Wednesday, December 1, 2010

The Owner's Guide to Replacing Your Cushions

So if you keep lefty-looseying your truck nut, you can actually take your whole truck off the plate and also take apart the cushion assembly. I have never done this before!

disassembled truck and cushions

Eek!

I've had these skates for about two and a half years? So I've never replaced the cushions. Possibly it was overdue, the pale alabaster cushion on the left obviously is the new cushion and the manky dirty yellow cushion on the right is the old cushion. If you look closely, the old cushion is actually compressed a millimeter or two shorter than the new cushion. So it's probably lost its spring a little bit. Besides loosening your trucks until they bottom out, the softness of your cushions is how you get action out of your trucks. Remember, trucks give when you put weight on them? The looser your trucks or the softer your cushions, the more responsive they are to how you move your weight around. And you don't have to have your trucks so loose with softer cushions, which is probably actually a better way to make them work.

new and old cushion

I did actually feel bouncier with new cushions, like I could pick up my feet better. That was just replacing the old Powerdyne white/black cushions with new ones. There's more, though. Two and a half years, I've never given my cushions a second look and I left Uproar with four sets of new cushions: the new set of the old Powerdyne cushions, and three sets of the new Powerdyne Magic Cushions. Whaaaat. They were in candy jars! They looked like gummy candies! Supposedly they're made of a different urethane than the old cushions, springier even at the same durometer. The white/blacks are 88A, then I got 85A firm yellows, 82A medium oranges, and 78A soft reds. The guy said that oranges would probably work best for me, based on my body weight. But I'm basically going to work my way all the way down, because my motto is how do you know that you've gone far enough unless you go too far.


__WHAT IS NEEDED__
With the images removed, repeat the data below exactly.
[[ ENTRIES SUPPLIED open ]]
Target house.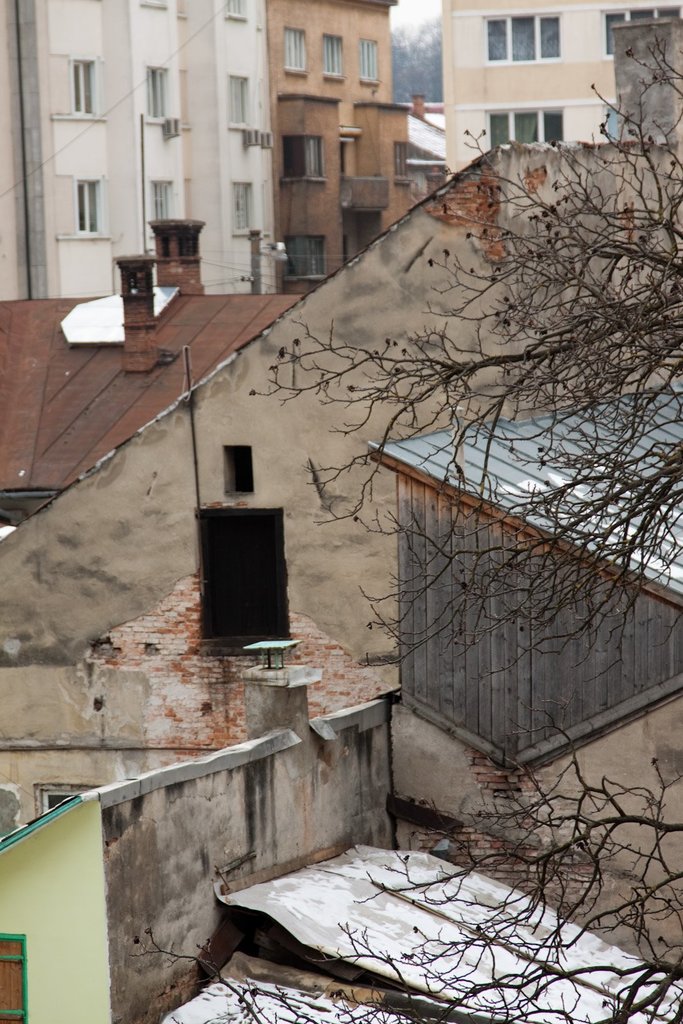
Target region: locate(0, 0, 682, 1023).
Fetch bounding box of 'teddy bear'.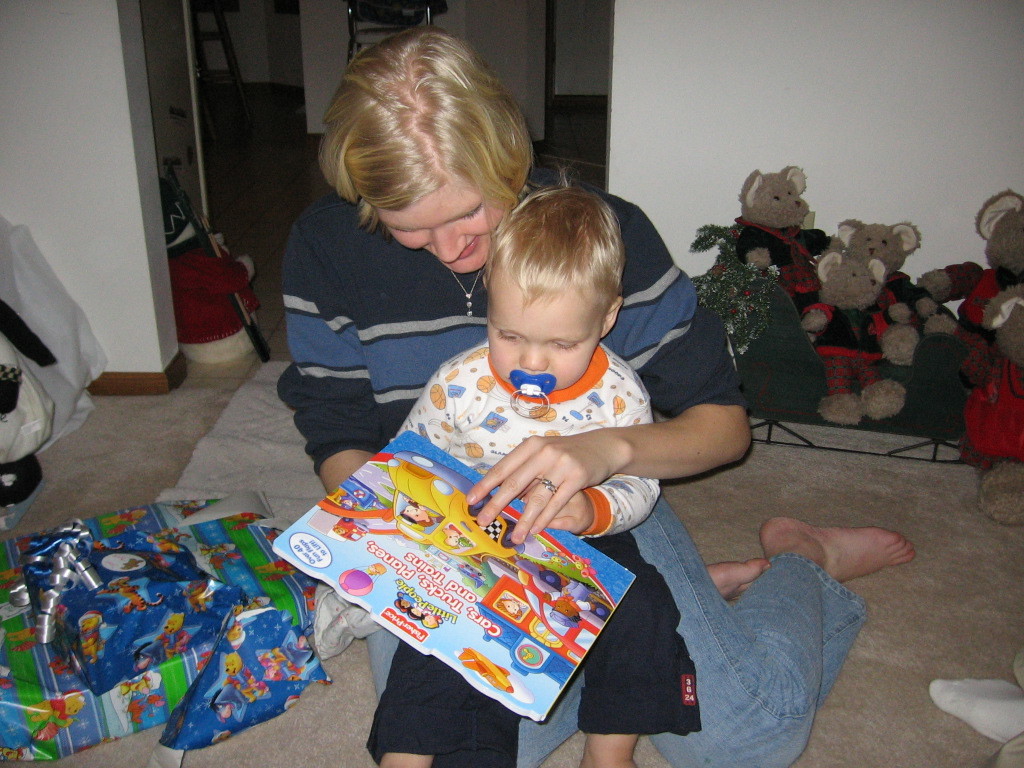
Bbox: Rect(712, 168, 839, 312).
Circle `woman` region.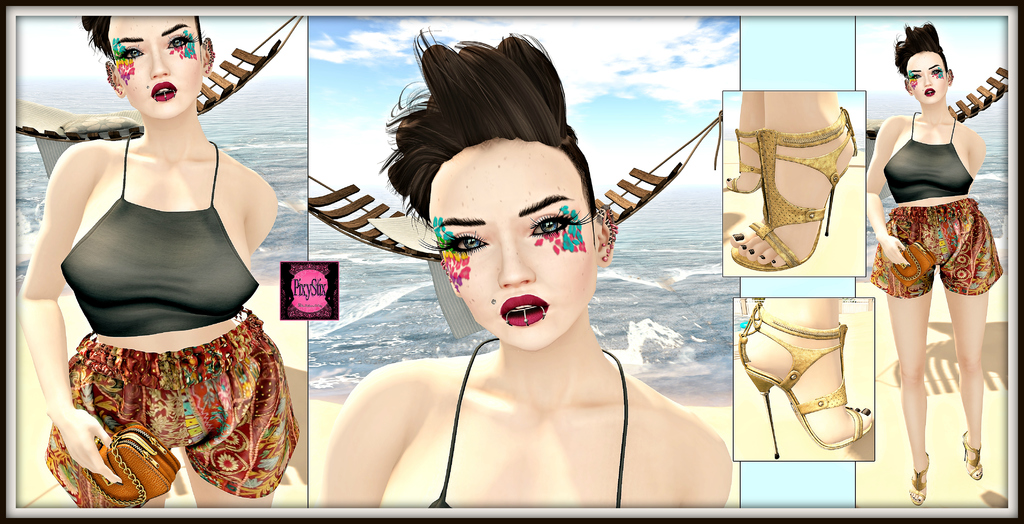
[[ ENTRIES SUPPLIED closed ]]
__WRITTEN RESPONSE__
Target house.
Target region: locate(0, 0, 682, 1023).
Fetch bounding box of 'teddy bear'.
Bbox: Rect(712, 168, 839, 312).
Circle `woman` region.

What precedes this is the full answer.